Marketing-optimization firm Coremetrics said today sales from Cyber Monday were up, almost 14% from last year.
Other findings for Cyber Monday Coremetrics included:
Consumers spend an average of $180.03 per order this year, compared to $130.24 in 2008, an increase of over 38%.
Consumers bought almost 30% more items per order this year.
Coremetrics said apparel and jewelry retailers enjoyed the “biggest jumps in the average dollar amount consumers spent per online order, up 26.4% and 14.3%, respectively.”
Department stores got 33% percent more customers this year than they did on Cyber Monday 2008.
Cyber Monday is poised to become the biggest day for online retail sales ever.
Online tracking company comScore Inc. estimated that sales could grow 6% to exceed $900 million, a new single-day record.
Coremetrics complied the sales data from its 2,000 online-retail partners, including Macys.com, Office Depot, Nordstrom, and Abercrombie & Fitch.
According to the Wall Street Journal several sites also reported record sales Monday.
Handbag retailer EBags Inc. said that as of 5 p.m., its Cyber Monday sales were up 55.5% over last year.
In a survey conducted by the National Retail Federation’s Shop.org, they found that 96.5 million Americans planned to shop online on Cyber Monday, mostly from home, up from 85 million last year.
According to reports Black Friday, traditional referring to brick and mortar sales, were up less just 0.5%.
Adam says
Never really got in to either of these days but I was in the market for furniture and checked the deals out and saved about $1k on Monday. I tried calling the company’s 800# and it was busy all day. They must have just raked it in. . . Not good to think of the orders they likely missed because they didn’t set up more operators.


→ **What this task involves**:
Each line in the material below must be transcribed exactly; no picture belongs in the copy.

→ **Data supplied**:
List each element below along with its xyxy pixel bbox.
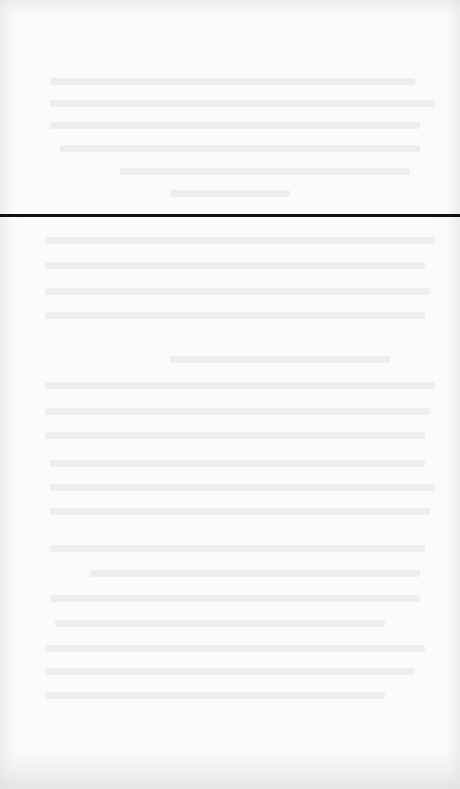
bleed-through-line xyxy=(45,408,430,415)
bleed-through-line xyxy=(50,460,425,467)
bleed-through-line xyxy=(45,432,425,439)
bleed-through-line xyxy=(55,620,385,627)
bleed-through-line xyxy=(50,100,435,107)
bleed-through-line xyxy=(45,237,435,244)
bleed-through-line xyxy=(50,508,430,515)
bleed-through-line xyxy=(50,122,420,129)
bleed-through-line xyxy=(170,190,290,197)
bleed-through-line xyxy=(45,262,425,269)
bleed-through-line xyxy=(90,570,420,577)
bleed-through-line xyxy=(45,382,435,389)
bleed-through-line xyxy=(45,288,430,295)
bleed-through-line xyxy=(45,645,425,652)
bleed-through-line xyxy=(45,692,385,699)
bleed-through-line xyxy=(60,145,420,152)
horizontal-rule xyxy=(0,214,460,217)
bleed-through-line xyxy=(170,356,390,363)
bleed-through-line xyxy=(50,78,415,85)
scanned-page xyxy=(0,0,460,789)
bleed-through-line xyxy=(50,545,425,552)
bleed-through-line xyxy=(50,484,435,491)
bleed-through-line xyxy=(45,312,425,319)
bleed-through-line xyxy=(120,168,410,175)
bleed-through-line xyxy=(50,595,420,602)
bleed-through-line xyxy=(45,668,415,675)
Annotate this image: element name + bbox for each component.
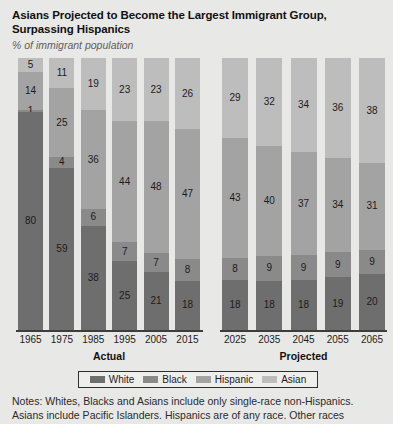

→ **Output of the task**:
List each element below along with its xyxy pixel bbox.
bleed-through-line xyxy=(45,408,430,415)
bleed-through-line xyxy=(50,460,425,467)
bleed-through-line xyxy=(45,432,425,439)
bleed-through-line xyxy=(55,620,385,627)
bleed-through-line xyxy=(50,100,435,107)
bleed-through-line xyxy=(45,237,435,244)
bleed-through-line xyxy=(50,508,430,515)
bleed-through-line xyxy=(50,122,420,129)
bleed-through-line xyxy=(170,190,290,197)
bleed-through-line xyxy=(45,262,425,269)
bleed-through-line xyxy=(90,570,420,577)
bleed-through-line xyxy=(45,382,435,389)
bleed-through-line xyxy=(45,288,430,295)
bleed-through-line xyxy=(45,645,425,652)
bleed-through-line xyxy=(45,692,385,699)
bleed-through-line xyxy=(60,145,420,152)
horizontal-rule xyxy=(0,214,460,217)
bleed-through-line xyxy=(170,356,390,363)
bleed-through-line xyxy=(50,78,415,85)
scanned-page xyxy=(0,0,460,789)
bleed-through-line xyxy=(50,545,425,552)
bleed-through-line xyxy=(50,484,435,491)
bleed-through-line xyxy=(45,312,425,319)
bleed-through-line xyxy=(120,168,410,175)
bleed-through-line xyxy=(50,595,420,602)
bleed-through-line xyxy=(45,668,415,675)
Annotate this image: element name + bbox for each component.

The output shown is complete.